Because we’d been outflanked. There was no way I’d be enough of a druid in time to stop Philip. I’d been brought back too late, and there would be no chance to make up for everything.
I headed for shore, tears stinging my eyes.
“Where are you going?” Daiman called after me.
I turned to look at him. Just for a moment. I couldn’t bear to see his face for any longer than that. “To turn myself in,” I said quietly. “I don’t know who I thought I was fooling. But it’s over, Daiman. We’ll let Terric try to stop Philip, and either way, when this is over … I’ll pay for what I did.”
27
He let me go. He didn’t say a word as I walked away, and I told myself that was better for everyone.
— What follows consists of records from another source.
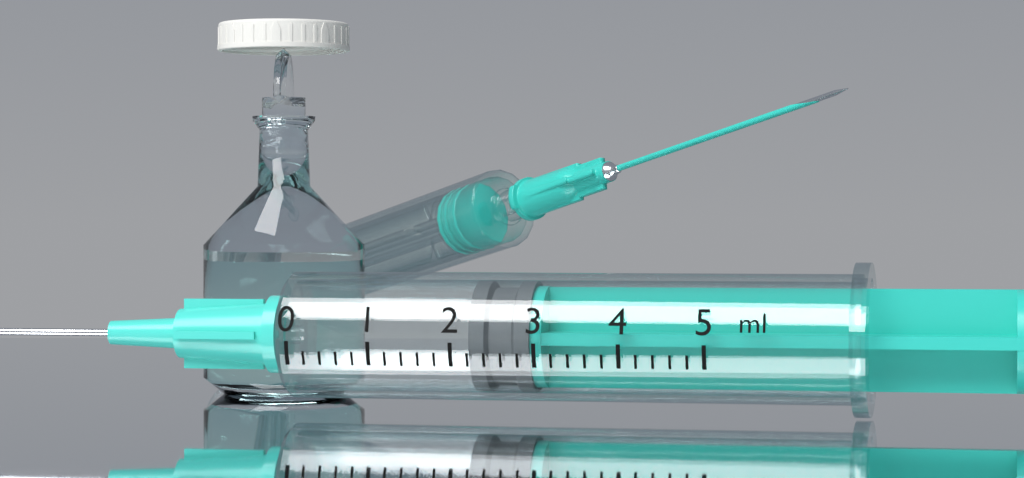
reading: 2.2 ml
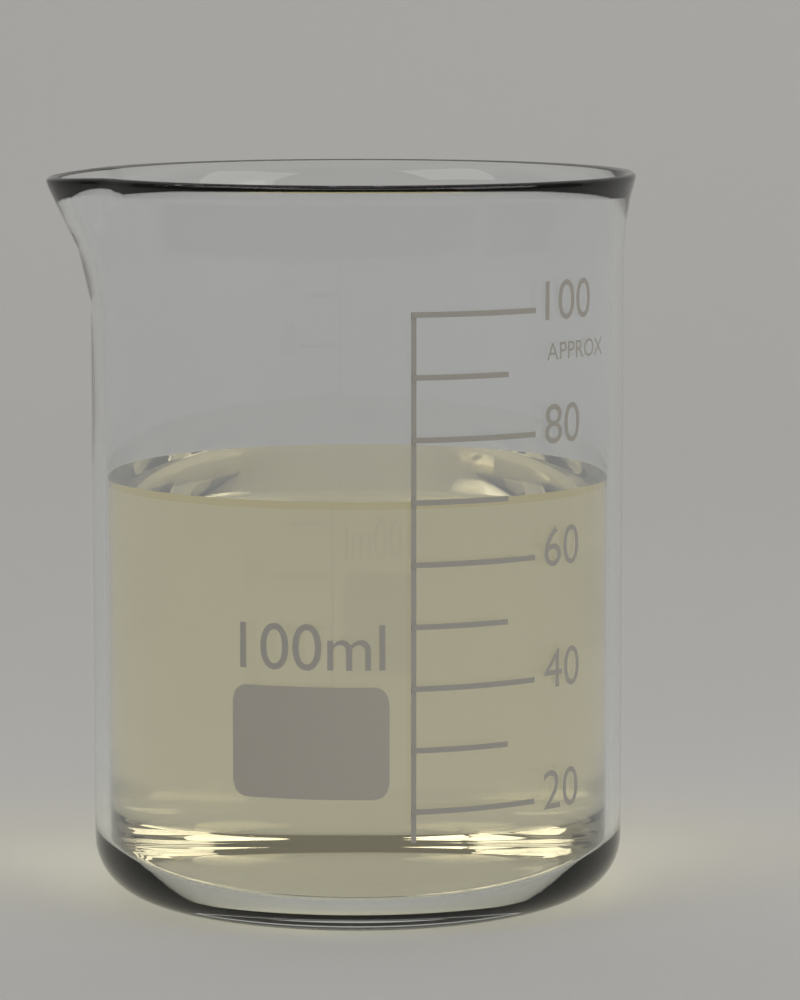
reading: 70 ml
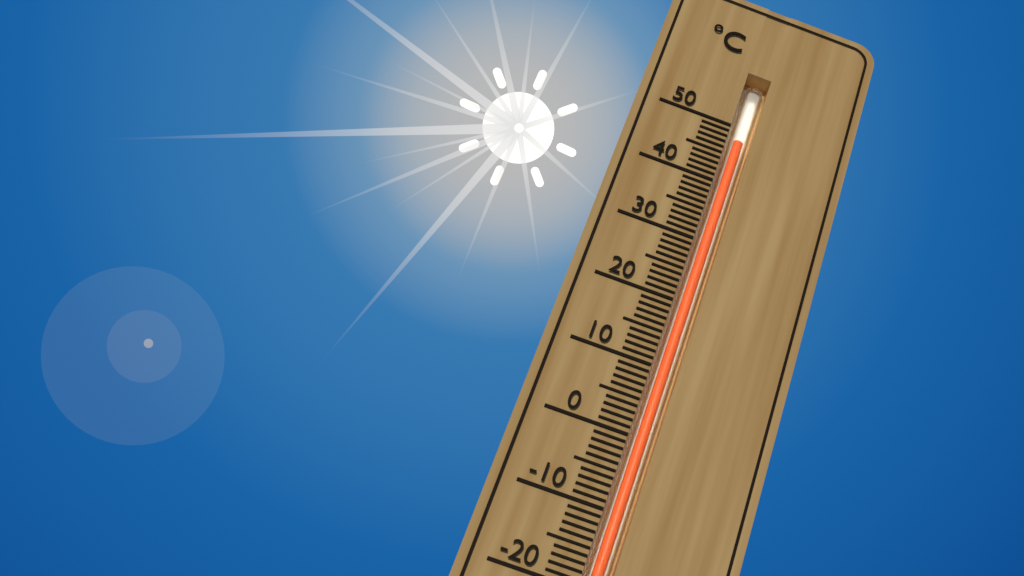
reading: 48 °C
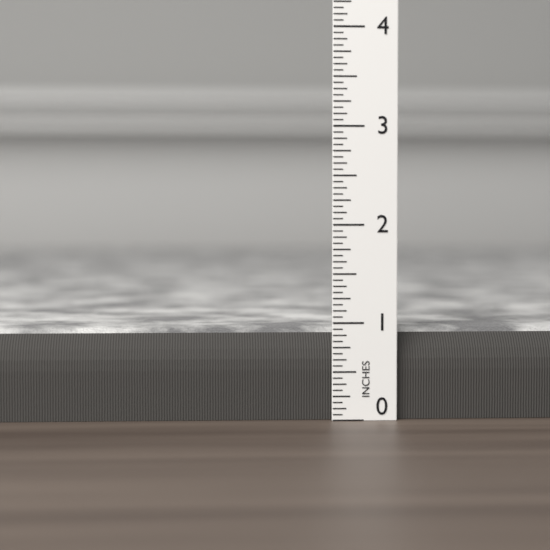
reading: 0.9375 in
I was crying, though, and no matter how much I told myself that it was childish and completely unhelpful, the tears wouldn’t stop. A few women gave me sympathetic looks, and all I could think was that they were going to go back to their hotel rooms and tell their husbands about the terrible breakup they’d witnessed.
I wished my problems were that simple.
I couldn’t get back into the warehouse on my own so I sat out on the tumbled rocks of the hillside and watched the sun drop in the sky. My stomach was growling, but I couldn’t bring myself to do anything about that. Every movement, every action, felt useless.
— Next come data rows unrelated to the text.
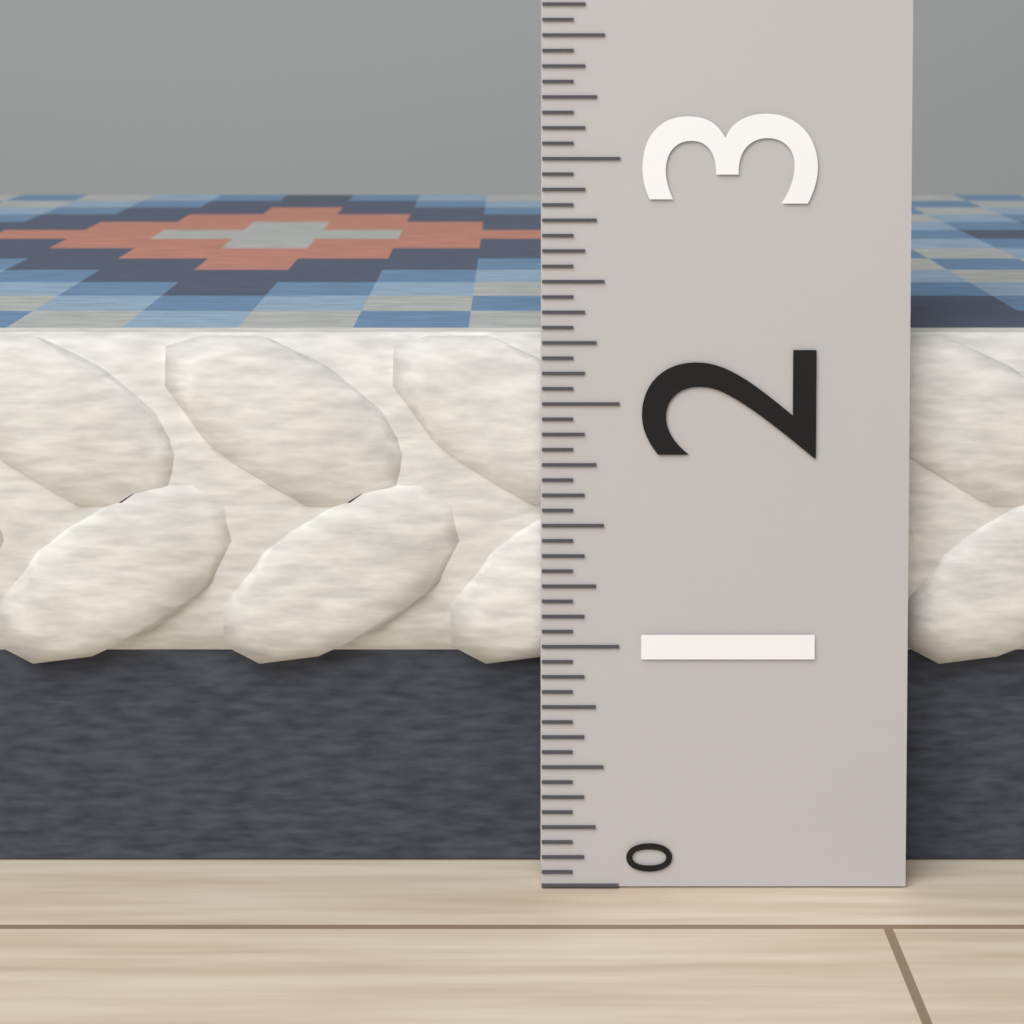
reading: 2.2500 (no unit)
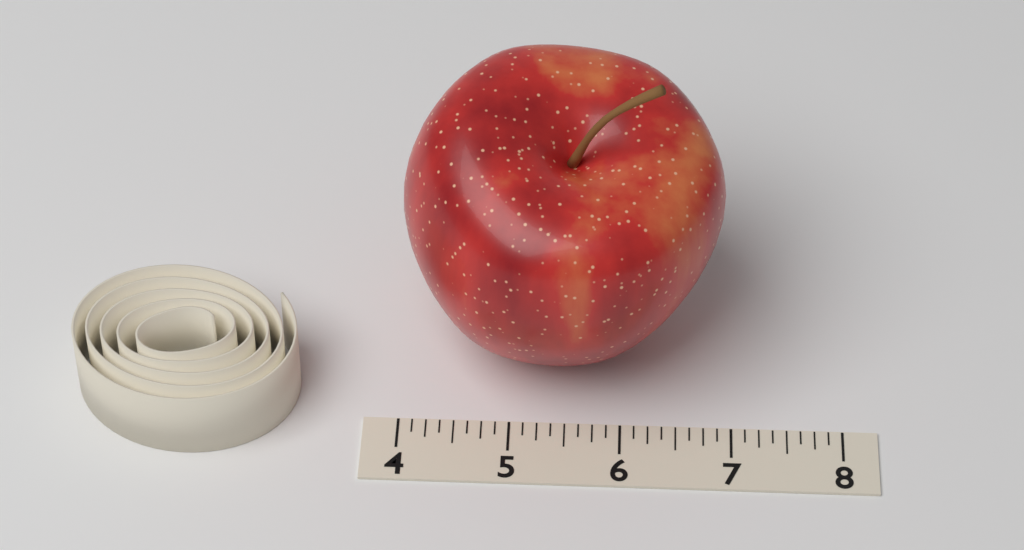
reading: 6.875 (no unit)
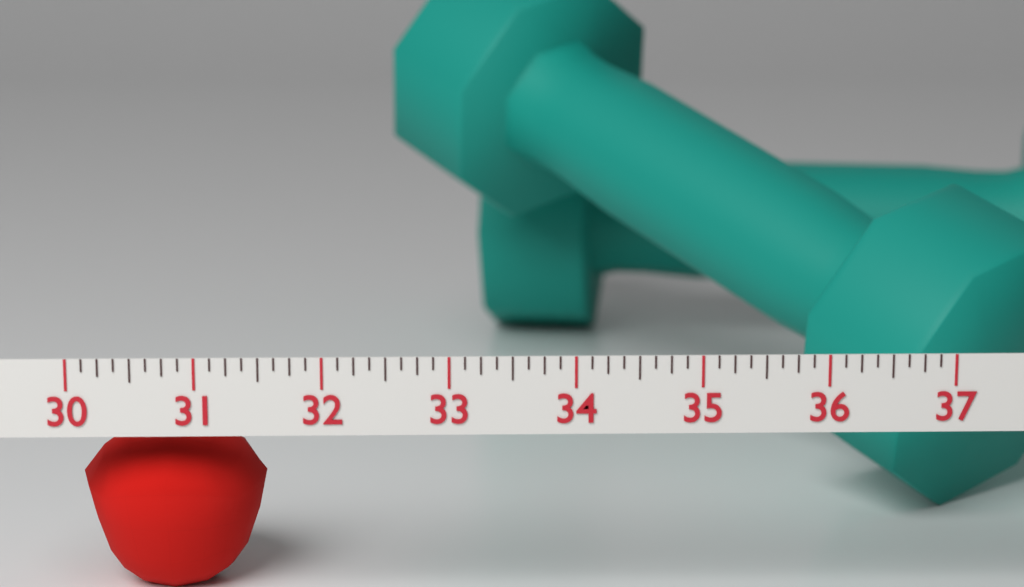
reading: 31.500 (no unit)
I was going to be dead very soon.
I didn’t know how to feel about that.
I just knew that I had failed to stop Philip in time, and while it might have been an impossible task anyway, I hated myself for failing at it. I’d set all of this in motion centuries ago like a runaway train and it was out of my control to stop it now.
Fuck everything.
I waited while the sun dropped below the horizon and the wind started to get colder. The sand had dried on my feet and the pants had dried on my legs, salt stains and all. I’d come a long way from being Nicola Beaumont, leader of the Monarchists, presumptive ruler of the world. I was just some chick with only the clothes on my back and a price on my head now.
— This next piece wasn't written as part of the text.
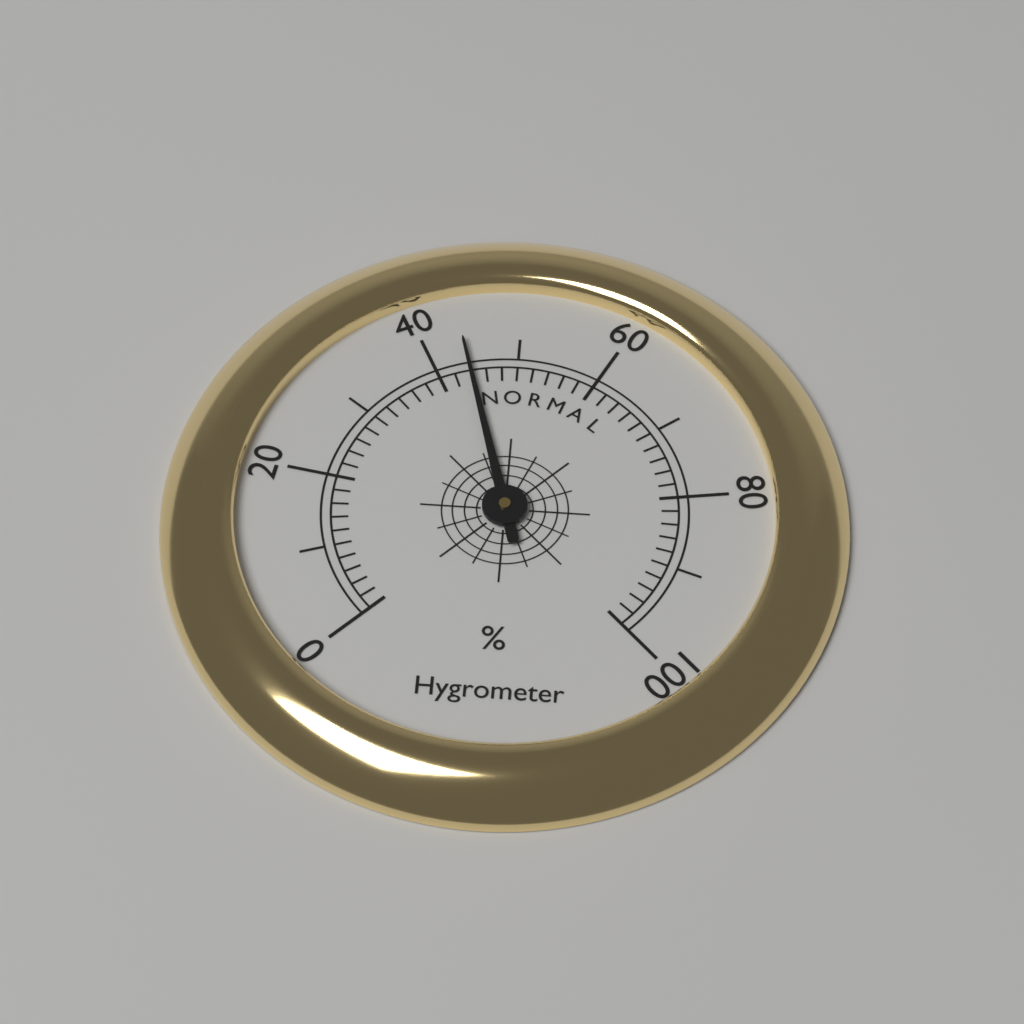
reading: 44 %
I heard the footsteps behind me sometime after dark and my heart made a conc
erted effort to leap out of the front of my chest.
I forced myself to stillness.
“Terric?”
“It’s me,” Daiman said quietly.
“Oh.” I turned my head. I couldn’t see him from here, but I knew he’d stopped in the shadows of the warehouse. “I’m ready to go.”
“You need to go back,” he said quietly.
“I know.” I stood up, awkward and barefoot. “I’m not going to fight you. I won’t stab you in the back. I—”
“To Philip.” I couldn’t see his face. “You need to go back to Philip.”
I went hot, and then cold. I opened my mouth to speak and not a sound came out of me—just as well, probably, as I had no idea what I would have said. I couldn’t feel my feet on the rocks anymore.
“Eshe was right,” Daiman said bluntly. “She told you that you had a lot to make up, and you’d never do it without your magic, and she was right.”
“No.” I shook my head. “No, my magic is death and—”
“So use it!” His voice burst out of the darkness, raw, and he stepped into the moonlight. I could see his pulse pounding at his throat. “Use it, Nicky!”
“My power makes plagues, it corrupts life!” I came down from the rocks with my fists clenched. He could yell? So could I. “Tell me how the hell I am supposed to be okay with using that. There is nothing good about death.”
“Oh, for fuck’s sake.” He spat the words. “Have you forgotten everything you told Eshe while she lay dying?”
I stopped dead. “I don’t … I don’t want—I didn’t know you’d heard.”
“Those weren’t lies,” Daiman said passionately. “You were telling the truth about your own power and you couldn’t even hear it. Death is a part of life, Nicky. Life is bigger than one person. It is bigger than a snowbell or a rabbit, or even Eshe. Animals die for one another all the time, trees die and break down, seeds crack, leaves turn into loam, fields lie fallow. What makes you think we’re any different from everything else in this world?”
I stared at him, mouth agape. I didn’t know what to say.